The teenager at the center of the case, identified in court papers as Ava, has a rare form of epilepsy that made it impossible for her to attend school in the morning. Her parents requested that the district accommodate her disability with evening instruction, but school officials initially declined to do so.
The parents filed a successful complaint under the Individuals with Disabilities Education Act, which resulted in a decision requiring the school to offer evening instruction.
Ava’s parents then sued the district for damages under the Americans with Disability Act and Section 504 of the Rehabilitation Act. That latter law is what allows parents and schools to develop “504 plans” to accommodate students with disabilities.
A federal district court ruled with the schools, holding that the family had not demonstrated that school administrators operated with “bad faith or gross misjudgment,” a higher legal standard than the “deliberate indifference” threshold that courts apply in other disability discrimination contests. The 8th US Circuit Court of Appeals affirmed that decision and the parents appealed to the Supreme Court in September.
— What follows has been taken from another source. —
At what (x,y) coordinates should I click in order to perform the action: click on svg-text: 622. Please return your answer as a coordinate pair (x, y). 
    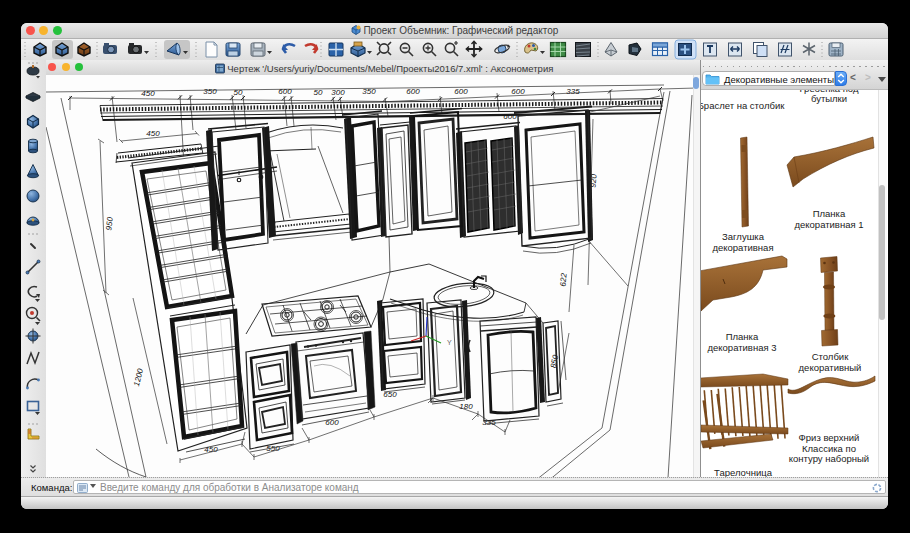
    Looking at the image, I should click on (563, 280).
In its decision on Thursday, the Supreme Court ruled that the same standard that applies in other disability contexts should also apply in schools. It doesn’t mean that the families will necessarily win their cases, but it will make it easier for them to bring their claims.
“That our decision is narrow does not diminish its import” for the family involved in the litigation “and ‘a great many children with disabilities and their parents,’” Roberts wrote.
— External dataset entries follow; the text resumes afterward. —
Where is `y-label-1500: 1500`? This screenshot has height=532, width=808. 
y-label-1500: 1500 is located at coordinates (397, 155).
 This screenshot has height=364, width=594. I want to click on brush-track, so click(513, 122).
“Together they face daunting challenges on a daily basis,” Roberts added. “We hold today that those challenges do not include having to satisfy a more stringent standard of proof than other plaintiffs to establish discrimination under Title II of the ADA and Section 504 of the Rehabilitation Act.”
Five federal appeals courts have required parents to meet the higher standard to proceed with litigation and two others apply the lower standard.
Public school districts, worried about limited resources, had argued at the Supreme Court that the way to handle the case was not to lower the standard for families like the one involved but rather to raise it for everyone else. But the court dismissed that argument as arriving too late in the litigation.
The court’s “resolution of these issues could have significant ramifications for both disability law and discrimination law more generally,” Justice Clarence Thomas wrote in a concurring opinion joined by Justice Brett Kavanaugh. “That these issues are consequential is all the more reason to wait for a case in which they are squarely before us and we have the benefit of adversarial briefing.”
Two years ago, the Supreme Court sided unanimously with a student who is deaf and also sought to sue his school for damages. That case dealt with whether students could pursue those claims for damages before they exhaust administrative processes required under another law, the Individuals with Disabilities Education Act.